60. A traveler at an airport takes an escalator up one floor(Fig. P7.60). The moving staircase would itself carryhim upward with vertical velocity component v betweenentry and exit points separated by height h. However,while the escalator is moving, the hurried travelerclimbs the steps of the escalator at a rate of n steps/s.Assume that the height of each step is hs . (a) Determinethe amount of work done by the traveler during his es-calator ride, given that his mass is m. (b) Determine thework the escalator motor does on this person.

calculate the work done by this force when the spring isstretched 0.100 m.

62. In a control system, an accelerometer consists of a 4.70-g mass sliding on a low-friction horizontal rail. Alow-mass spring attaches the mass to a flange at one endof the rail. When subject to a steady acceleration of0.800g, the mass is to assume a location 0.500 cm awayfrom its equilibrium position. Find the stiffness constantrequired for the spring.

63. A 2 100-kg pile driver is used to drive a steel I-beam intothe ground. The pile driver falls 5.00 m before cominginto contact with the beam, and it drives the beam 12.0 cm into the ground before coming to rest. Usingenergy considerations, calculate the average force thebeam exerts on the pile driver while the pile driver isbrought to rest.

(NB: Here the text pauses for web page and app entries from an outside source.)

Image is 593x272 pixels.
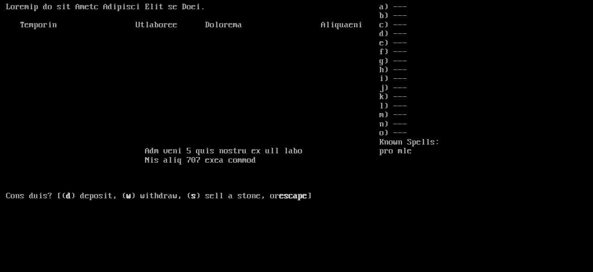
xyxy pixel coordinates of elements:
larn: Loremip do sit Ametc Adipisci Elit se Doei. Temporin Utlaboree Dolorema Aliquaeni Adm veni 5 quis... [6,3,380,259]
b: w [127,191,131,201]
b: escape [280,191,307,201]
b: d [66,191,71,201]
b: s [191,191,196,201]
stats: a) --- b) --- c) --- d) --- e) --- f) --- g) --- h) --- i) --- j) --- k) --- l) --- m) --- n) ---... [380,3,587,259]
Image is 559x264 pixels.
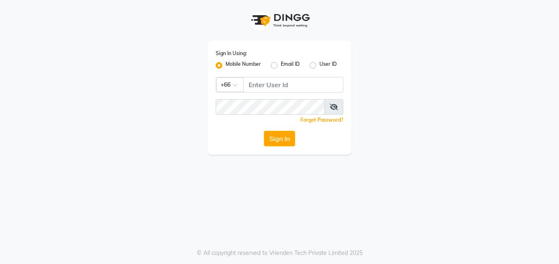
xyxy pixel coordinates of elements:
label: User ID [319,60,337,70]
input: Username [243,77,343,93]
label: Sign In Using: [216,50,247,57]
label: Mobile Number [225,60,261,70]
label: Email ID [281,60,300,70]
input: Username [216,99,325,115]
button: Sign In [264,131,295,146]
img: logo1.svg [246,8,312,33]
a: Forgot Password? [300,117,343,123]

64. A cyclist and her bicycle have a combined mass of 75.0 kg. She coasts down a road inclined at 2.00° withthe horizontal at 4.00 m/s and down a road inclined at4.00° at 8.00 m/s. She then holds on to a moving vehi-cle and coasts on a level road. What power must the ve-hicle expend to maintain her speed at 3.00 m/s? As-sume that the force of air resistance is proportional toher speed and that other frictional forces remain con-stant. (Warning: You must not attempt this dangerousmaneuver.)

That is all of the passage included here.